I loved Eddings' books as a teenager. I remember going into the bookshop every night on the way home to check if The Shining Ones was out in paperback yet. I remember spending an RE lesson desperately whispering spoilers for The Hidden City to my poor best friend, who was waiting for me to finish it and lend it to her, until she and our teacher both begged me to be quiet. I bought The Rivan Codex in hardback on the release date and considered it money well-spent. I've read The Losers, High Hunt and Regina's Song (though I found them all either dull or contrived - some plot elements don't translate well to other genres). As a young adult, I found his writing more frustrating, particularly his female characters, but I still kept my copies, and I still reread them. Last year, I sat down and reread The Belgariad again, and just enjoyed the sheer craftmanship of it.
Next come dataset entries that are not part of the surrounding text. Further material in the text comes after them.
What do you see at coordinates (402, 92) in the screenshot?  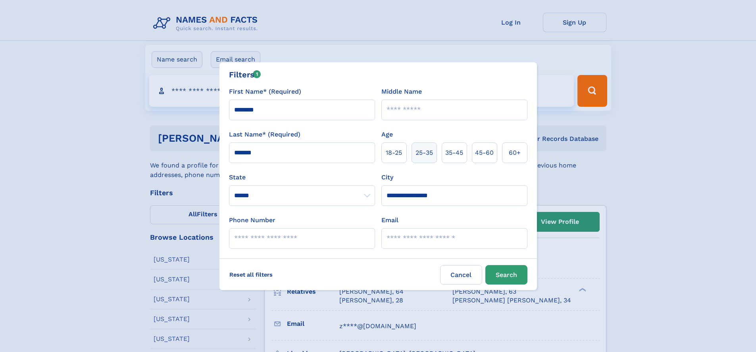 I see `label: Middle Name` at bounding box center [402, 92].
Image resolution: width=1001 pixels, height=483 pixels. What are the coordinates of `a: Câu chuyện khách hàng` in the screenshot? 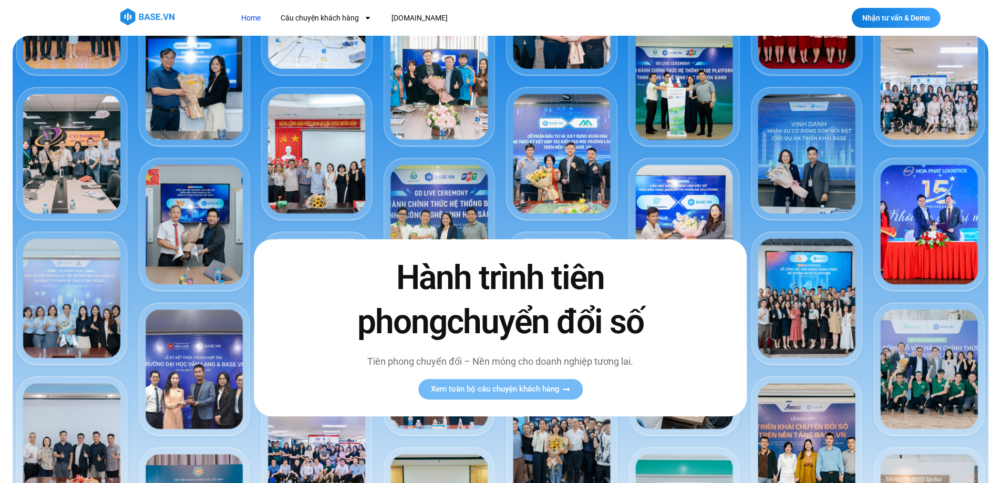 It's located at (326, 18).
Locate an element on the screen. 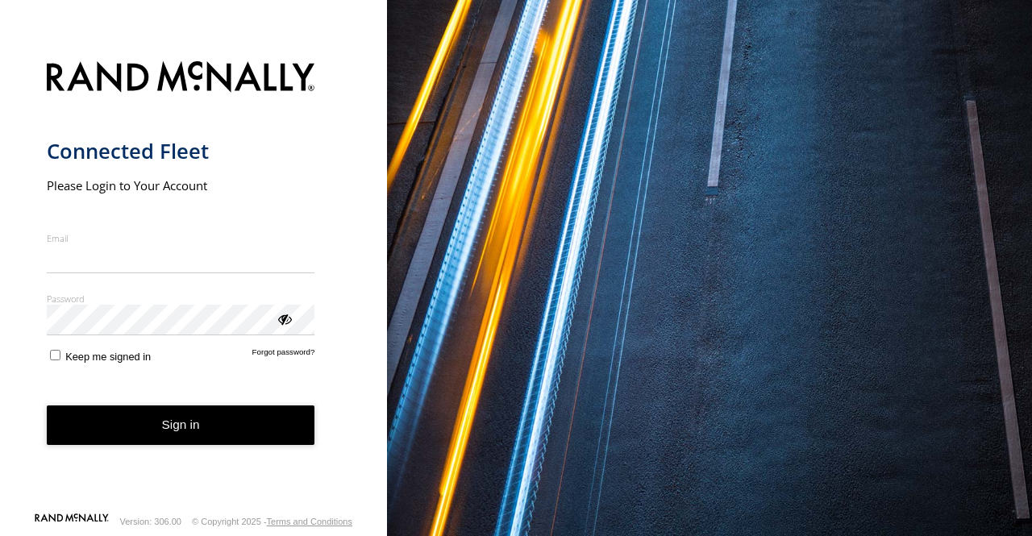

As a writer, I was hugely influenced by Eddings, particularly by The Elenium, which I vastly preferred. The Belgariad is great fun, especially for an Arthurian geek, but Sparhawk's world was real to me in a way Garion's never was. Here was this messy, dirty complicated world, with murky politics and dreadful weather and heroes who were weary and occasionally bad-tempered and more prone to bantering than long-winded speeches, but still heroes for all that. I can't quite remember how I first reacted to the opening of the books, with this tired man riding in the rain, musing on his past, but by the time I reached the third book, the road to Cimmura was one of my favourite places. That mixture of realism, melancholy and wry humour had a huge influence on my writing. In a way, whenever Tiger watches the mist gather over Atlantis, or Geldorath struggles with hiraeth or the rain starts falling on the Ardent Tamarisk, they're on the road to Cimmura in the rain.
There's more I could say, but I have reports to write, and a battered, much loved set of books to start rereading.